Afterparty(2)



My dad brushes sand off the cuffs of his pants and gestures toward the club, where, I can tell just by the way he’s frowning, there’s way too much perfectly tanned skin and visible fun. He rolls his eyes “Would you say this is more killer or more gnarly?”

I say, “Dad, I love you, please don’t get mad at me, but if you want these people to hire you, you can’t say those words out loud ever again.”

I don’t know when people actually said “killer” and “gnarly,” but I’m pretty sure my dad was in Quebec, speaking French, back when they did.

My dad says, “Let’s not get ahead of ourselves. I have to decide if I want them to hire me.”

This would be the whole rest of high school in one place, and the place would be here. I have already decided.

Beyond the giant wooden deck of the main building, there are pools and shuffleboard and rows and rows of beach chairs, studded with giant striped umbrellas that skirt a lagoon on one side and go straight down to the surf on the other.

Kids my age seem to own the chairs and the fire pit and the snack shack by the lagoon. My father makes me promise that I will not, under any circumstances, even so much as dip my baby toe in that lagoon, which he is pretty sure is formed from toxic runoff from a storm drain.

“What if my hair catches fire from a rogue tiki torch?” I say.

“Ems, I’m sure there’s a highly trained staff of lifeguards with fire extinguishers if that happens.”

“Just so long as I can swim in the ocean when we move here.”

“If we move here.”

A hostess in white linen leads us to wicker club chairs on the deck next to Dr. Karp, the head of the Albert Whitbread Institute board of directors, and his wife, who are mounting a campaign to convince my dad that Los Angeles, far from being Sin City, is actually a lot like Heaven. Only with a beach.

It is hard to tell from here if all those kids are hanging on the outskirts of the beach club willingly and are having a wonderful time (in which case we should move here and join up immediately, despite the toxicity) or if they’ve been dragged here under protest to keep them penned up and away from the un-rich.

The piped-in music plays “I Wish They All Could Be California Girls,” followed by “California Dreaming,” a version of “Hotel California” with marimbas, and “I Love L.A.”

All I want at that moment is to be a California girl leading a normal California life, sitting by the lagoon, drinking, all right, a bottle of root beer, with my magically transformed California dad, who has become completely okay with me engaging in normal California teen activities.

For my whole life, I was that girl. The girl who wasn’t allowed to watch PG-13 movies until I turned thirteen—which made sleepovers tricky, since if I couldn’t, nobody else could. The one time I broke down and watched the forbidden movie, and my dad found out, I basically spent the next two weeks in my room, nodding my head during long, heartfelt talks about how disappointed he was, and didn’t I have a moral compass?

It wasn’t a ploy or a trick or a parental manipulation, either. The thought that I might not be Emma the Good filled him with woe. I cried so much that he made me crème br?lée with a burnt sugar crust, and I sobbed the whole time I was eating it.

By the time we hit Chicago, the only kind of coeducational activities that didn’t leave him in a state of overwrought parental panic were rehearsals of the Chicagoland Youth Orchestra.

Yet here we are.

Here I am, the girl who has been craving sugar all her life, in Candy Land. Here I am, standing on the exact sandy spot where I want my life as the girl previously known as Emma the Good Girl to begin. Here I am, sliding the sunglasses into my bag after I look at all the other beach club kids and see that cat’s-eyes aren’t an Audrey Hepburn kind of fashion statement at all; they’re just weird.

Mrs. Karp, who keeps putting her hand on my arm when she talks, says, “Your daughter is so lovely. I’ll bet you have to beat the boys off with a stick.”

Not that he wouldn’t, given a boy and a stick, but this is the completely wrong direction for the conversation to be going. In fact, two boys standing in line for the bar at the edge of the deck are at that moment checking me out. At least they are until my dad gives them a look suggesting that unless they avert their gaze, they won’t live long enough to put their shirts back on.

Mrs. Karp tells me how much I’ll like California, oblivious to my dad miserably trying to get the sand out of his shoes.

“But really, a new school that’s already started?” my dad says. “During junior year.”

“But school doesn’t start for days, and I’m a really fast packer!” (Also a highly experienced packer. I could be out of Illinois in forty-eight hours.)

Mrs. Karp pats my hand and says, “Isn’t she precious,” as if I weren’t actually there.

Then Dr. Karp tells my dad how he’s also on the board of Latimer Country Day, where half the kids at this very club (kids who appear to be drinking beer and hooking up in broad daylight halfway across this crowded strip of ritzy beach) go to school, and moments from now, I, too, could be attending.

I am quite certain my dad is appalled at the thought of me having anything to do with these kids. Every time Mrs. Karp offers to take me down to the lagoon to introduce me to some kids my age, he shoots me a don’t-you-dare look and I end up ordering more lemonade.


### ACTIVITY
Scan the records below and report how many lines include the string "title"; the number alone will do.
--------------------
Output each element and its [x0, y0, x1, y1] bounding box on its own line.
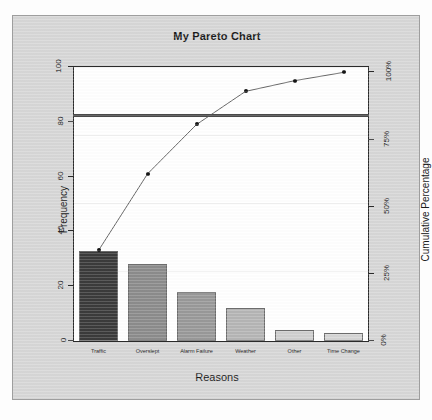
x-axis-category-label: Weather — [235, 348, 256, 354]
y-axis-right-tick-label: 100% — [384, 61, 393, 81]
y-axis-right-tick — [369, 340, 374, 341]
y-axis-right-tick — [369, 273, 374, 274]
y-axis-left-tick-label: 0 — [58, 338, 67, 342]
y-axis-left-tick — [68, 230, 73, 231]
y-axis-right-tick — [369, 71, 374, 72]
y-axis-left-tick — [68, 66, 73, 67]
y-axis-right-tick-label: 25% — [382, 265, 391, 281]
y-axis-left-tick — [68, 121, 73, 122]
y-axis-right-tick-label: 0% — [379, 334, 388, 346]
cumulative-point — [342, 70, 346, 74]
y-axis-right-tick-label: 50% — [382, 198, 391, 214]
y-axis-left-tick-label: 80 — [56, 116, 65, 125]
chart-title: My Pareto Chart — [13, 30, 421, 42]
x-axis-category-label: Alarm Failure — [180, 348, 213, 354]
y-axis-left-title: Frequency — [58, 150, 69, 270]
figure-frame: My Pareto Chart 020406080100 0%25%50%75%… — [12, 15, 420, 400]
x-axis-category-label: Time Change — [327, 348, 360, 354]
y-axis-right-tick — [369, 206, 374, 207]
cumulative-points-layer — [74, 67, 368, 341]
y-axis-right-tick — [369, 139, 374, 140]
y-axis-left-tick-label: 100 — [54, 59, 63, 72]
y-axis-left-tick — [68, 340, 73, 341]
y-axis-left-tick — [68, 176, 73, 177]
chart-page: My Pareto Chart 020406080100 0%25%50%75%… — [0, 0, 432, 420]
y-axis-right-tick-label: 75% — [382, 131, 391, 147]
y-axis-left-tick-label: 20 — [56, 281, 65, 290]
cumulative-point — [97, 248, 101, 252]
cumulative-point — [293, 79, 297, 83]
cumulative-point — [146, 172, 150, 176]
y-axis-right-title: Cumulative Percentage — [420, 150, 431, 270]
x-axis-category-label: Traffic — [91, 348, 106, 354]
x-axis-category-label: Overslept — [136, 348, 160, 354]
plot-panel — [73, 66, 369, 342]
cumulative-point — [195, 122, 199, 126]
x-axis-title: Reasons — [13, 371, 421, 383]
x-axis-category-label: Other — [288, 348, 302, 354]
cumulative-point — [244, 89, 248, 93]
y-axis-left-tick — [68, 285, 73, 286]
--------------------
### WRITTEN REPLY
4